"If you play the way I saw you doing the other day, there's not a man in the club has anything on you," asserted Chilvers, winking at me.

"Stranger things have happened," declared Peabody, his face illuminated by a hopeful grin. "I made the last hole yesterday in five, and that is as good as Carter or Smith have done it in this year."

Now, as a matter of fact, there was not one chance in five hundred that Peabody would qualify, and he didn't, but that did not prevent his starting out with a hope and a sort of a faith that by some bewildering combination of circumstances he would qualify, and later on bowl over all of his competitors and carry off the prize with the sweeter honours of victory.

If there be any soil where hope absolutely runs riot it is in the breast of a golfer. The fond mother who cozens herself into the faith that her boy will some day be President of the United States builds on the same foundation as the duffer who enters a competition in which he is outclassed.

Personally I can see no reason why I shall not some day win the international golf championship, and I have strong expectations of doing so, but know perfectly well that I will not. It is a peculiar but delightful complication of mind.

Carter had the best qualifying score, making the round in a consistent eighty. Marshall was second with an eighty-two, Boyd and LaHume were tied with eighty-four each, and I came in fifth with one more. Chilvers, Pepper, and Thomas also qualified, but the cup should lie among the first five.

Candour compels me to admit that on form it should come to a struggle between Carter and Marshall; but if I get into the finals with either of these gentlemen I shall play with confidence of winning.

A most astounding thing has happened! If I were incorporating these events in a narrative or a novel I presume I would reserve the statement I am about to make until the finish, so as to form an effective climax—and on reflection I have decided to do so in these notes. So I will begin at the beginning.

The second day after our visit to Bishop's, Miss Lawrence called me aside on the veranda, and I could see that some great secret had possession of her.

"I wish to ask a favour of you, Mr. Smith," she said, after beating about the brush for a minute.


> [Exercise requirements] In your answer, reproduce exactly the lines from the beginning of the listing below through the one containing "The image size is (807, 467).", and only those lines.

Source records Start Marker

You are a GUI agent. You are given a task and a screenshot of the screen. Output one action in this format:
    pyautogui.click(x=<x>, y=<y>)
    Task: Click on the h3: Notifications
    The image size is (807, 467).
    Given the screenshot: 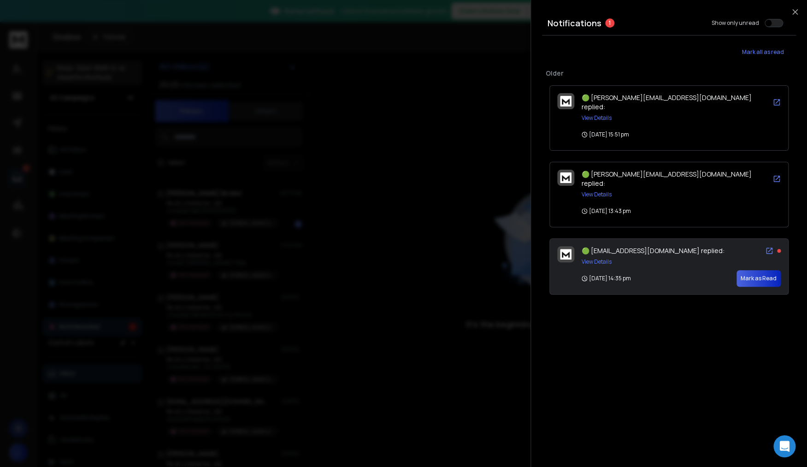 What is the action you would take?
    pyautogui.click(x=574, y=23)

Source records End Marker

> [Task answer]
You are a GUI agent. You are given a task and a screenshot of the screen. Output one action in this format:
    pyautogui.click(x=<x>, y=<y>)
    Task: Click on the h3: Notifications
    The image size is (807, 467).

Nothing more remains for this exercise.